Key Components of Deep Learning
Overview of key components
- Objective function
- Learning rule
- Architecture
- Initialisation
- Environment
Objective Function (Loss/Cost Function)
= quantifies how well the neural network's predictions match the expected outputs.
- Common examples (see Cost Functions)
- Cross-entropy loss: for classification problems
- Mean squared error (MSE): for regression tasks
- Contrastive or triplet loss: for representation learning or similarity-based tasks
- Often augmented with regularization terms to prevent overfitting (Cost Functions#Cost function with regularization)
Learning Rule (Optimization Algorithm)
= dictates how the model updates its parameters (weights and biases) to minimize the objective function.
- The optimizer plays a critical role in the convergence speed and stability of training.
- It typically involves:
- Gradient computation: via Artificial Neural Networks#How it works
- Parameter updates: using optimizers such as Adam (Gradient Descent#Variants of Gradient Descent)
- The learning rule is sensitive to:
- Learning rate (step size)
- Momentum (Gradient Descent#Momentum)
- Batch size
Architecture (Model Structure)
= layout and connectivity of the network — how many layers, how many neurons per layer, and how the layers are connected.
- Common architectural types
| Architecture | Input Type | Handles Sequence? | Task Type | Supervised? | Typical Use Cases |
|---|---|---|---|---|---|
| Feedforward Neural Networks (FNNs) (simple multi-layer perceptrons) | Tabular / vector data | No | Discriminative (classification, regression) | Yes | Credit scoring, house price prediction |
| Convolutional Neural Networks (CNN) | Spatial (images, videos) | No | Discriminative / Generative | Yes / (some unsupervised) | Image classification, segmentation, image generation |
| Recurrent Neural Networks (RNN) | Sequential (text, time series) | Yes | Discriminative | Yes | Sentiment analysis, language modeling, stock prediction |
| Transformer | Sequential (text, audio) | Yes (via attention) | Discriminative & Generative | Yes / No | Translation, summarization, protein folding, chatbots |
| Autoencoders | Any (images, text, signals) | No / Yes (with RNNs) | Generative / Feature Learning | No | Denoising, anomaly detection, dimensionality reduction |
| Variational Autoencoders (VAE) | Any (images, text, signals) | No / Yes (with RNNs) | Generative / Feature Learning / Probabilistic Modeling | No | Generative modeling, smooth latent space, data generation |
| Generative Adversarial Networks (GANs) | Any (often images) | No / Yes | Generative | No | Image generation, data augmentation, synthetic data creation |
- Design choices include:
- Activation functions (ReLU, Sigmoid, Tanh, see Artificial Neural Networks#Activation functions)
- Depth and width
- Skip connections (e.g., in ResNets)
- Normalization layers (BatchNorm, LayerNorm)
Initialization (Starting Point for Learning)
= refers to how the network’s weights are set before training begins.
- Good initialization helps avoid issues like:
- Vanishing/exploding gradients (Optimization Algorithms#^4a1546)
- Slow convergence
- Common initialization strategies:
- Xavier/Glorot Initialization: for balanced signal flow.
- He Initialization: tailored for ReLU activations.
- Pretrained weights: from transfer learning or self-supervised learning.
- Bias terms are often initialized to zero or small constants.
Environment (Training Data and Learning Context)
= defines the input data, labels, and context the model is exposed to during learning.
- Key aspects:
- Type and quality of data (structured, unstructured, labeled, noisy).
- Supervised, unsupervised, or reinforcement learning setup.
- Batching and shuffling of data.
- Data augmentation to increase diversity and prevent overfitting.
- Train/validation/test splits to assess generalization.
- In Reinforcement Learning, the "environment" refers to the interactive system where the agent takes actions and receives feedback (rewards).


## PROMPT
Set down, word for word, the line with "Describe the element at coordinates (420, 87)" and the lines after it through the final line of the data below, without pictures.

## DATA RECORDS
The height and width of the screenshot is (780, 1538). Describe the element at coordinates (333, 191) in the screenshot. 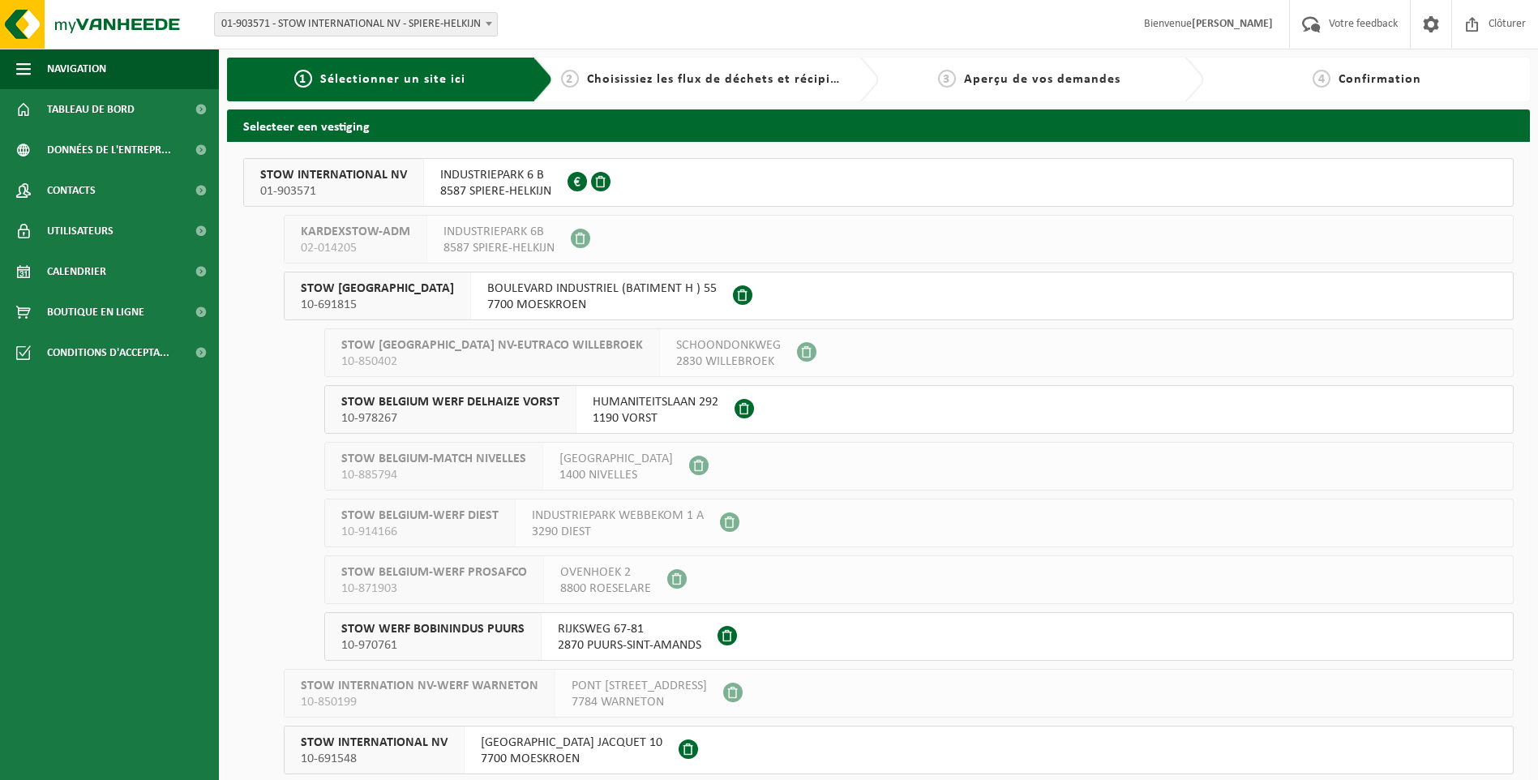

I see `span: 01-903571` at that location.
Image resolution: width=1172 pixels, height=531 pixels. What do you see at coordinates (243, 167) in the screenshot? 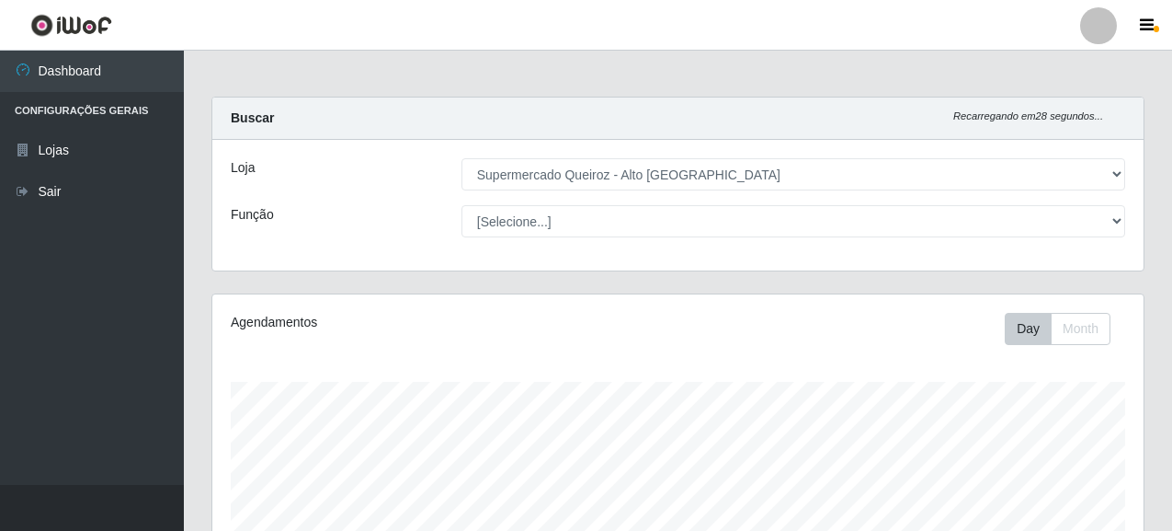
I see `label: Loja` at bounding box center [243, 167].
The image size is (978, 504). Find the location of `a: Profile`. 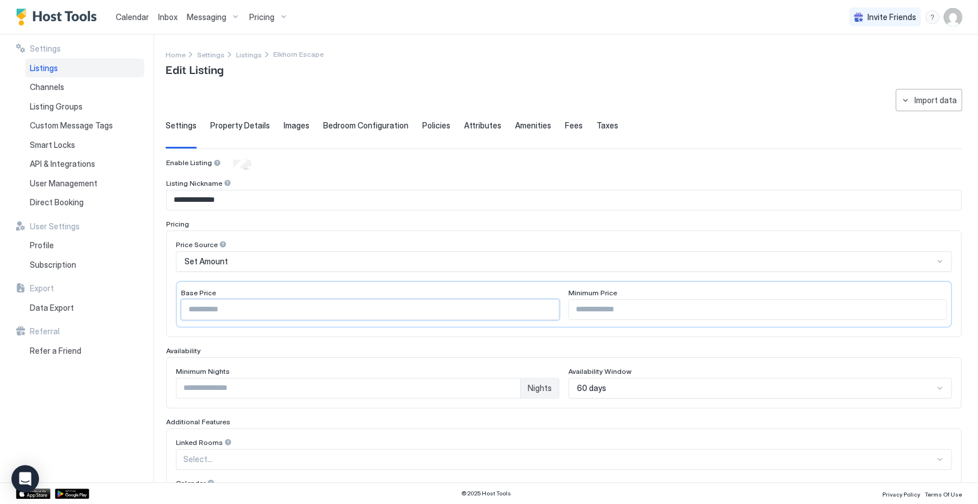

a: Profile is located at coordinates (85, 245).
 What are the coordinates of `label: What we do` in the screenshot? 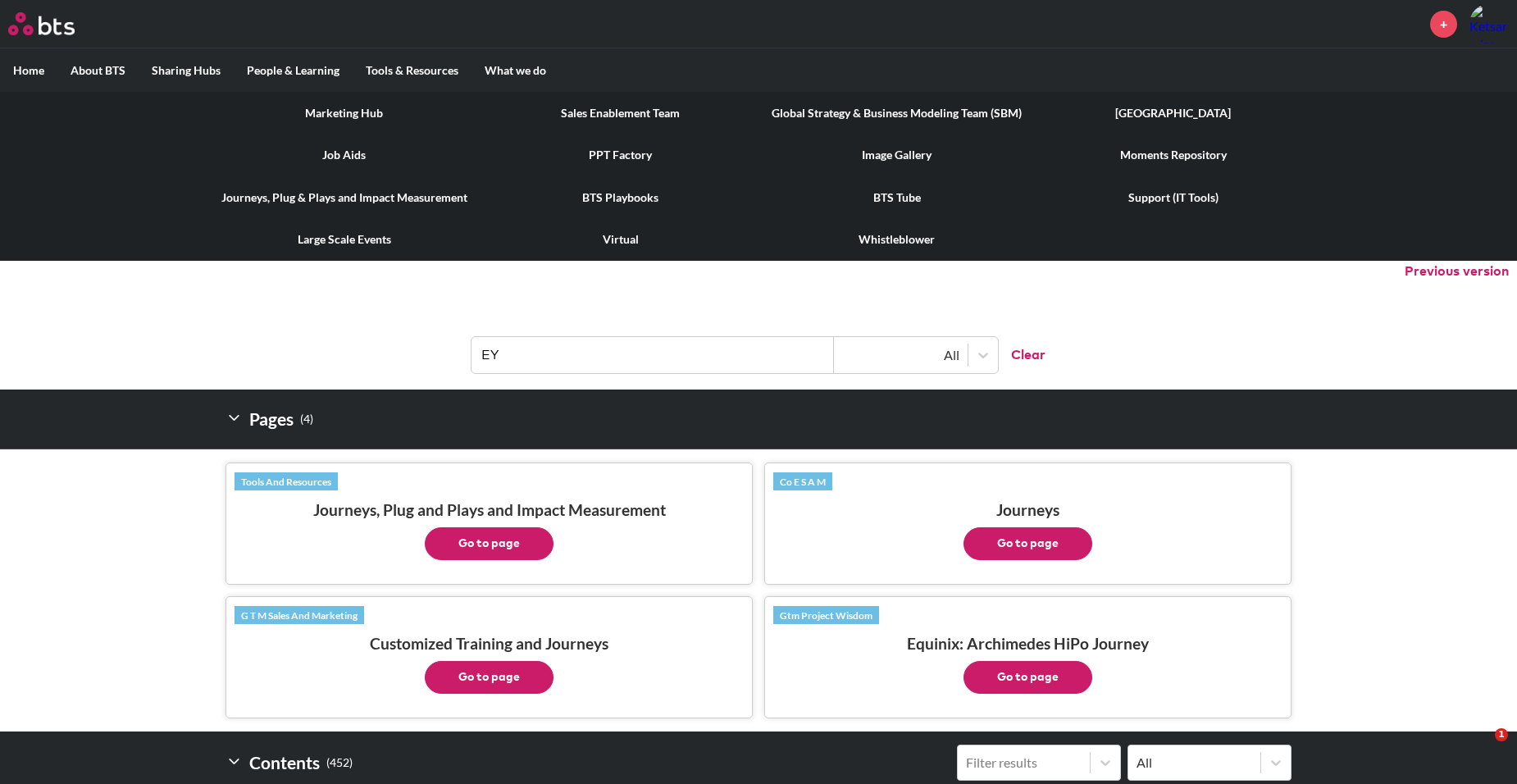 It's located at (515, 70).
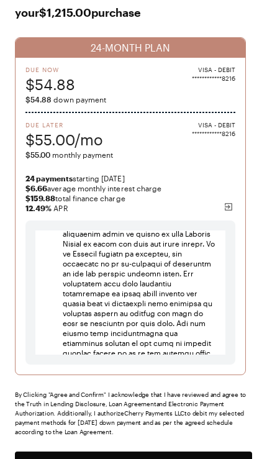 This screenshot has width=267, height=459. I want to click on b: 12.49 %, so click(38, 208).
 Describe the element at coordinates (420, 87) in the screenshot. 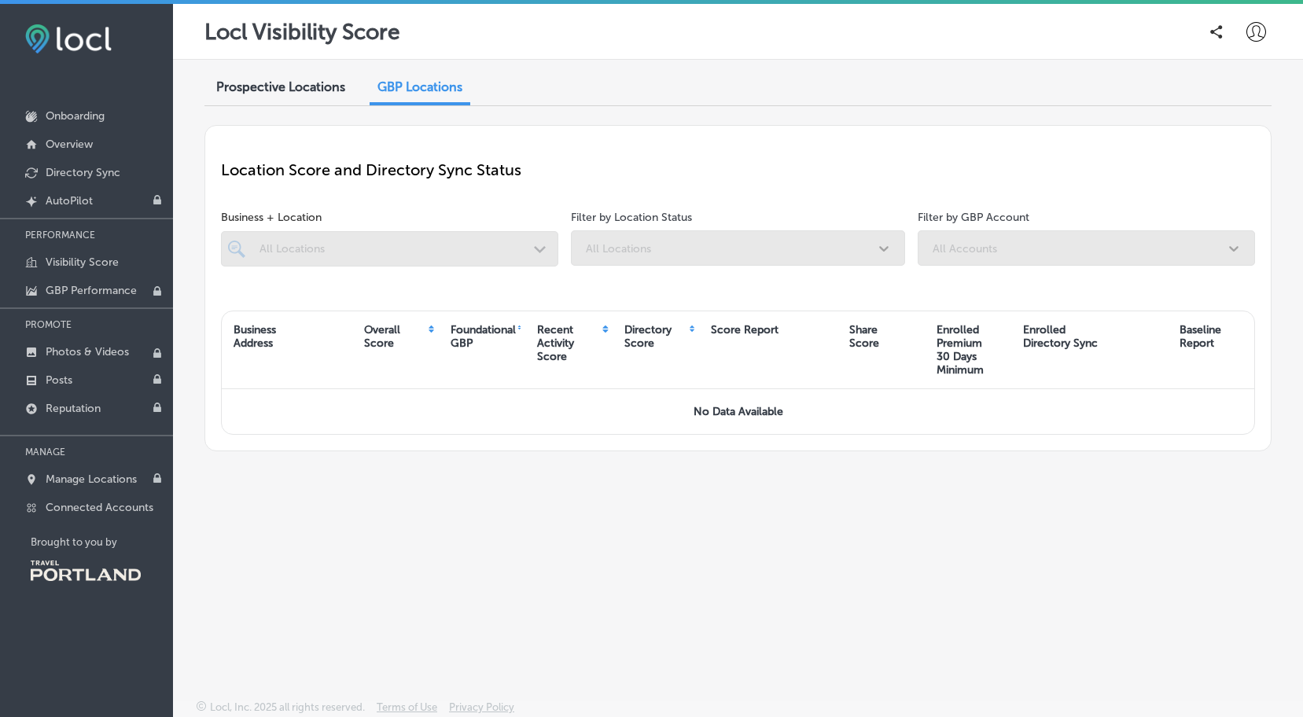

I see `span: GBP Locations` at that location.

## PROBLEM SOLUTION
 Describe the element at coordinates (420, 87) in the screenshot. 

I see `span: GBP Locations` at that location.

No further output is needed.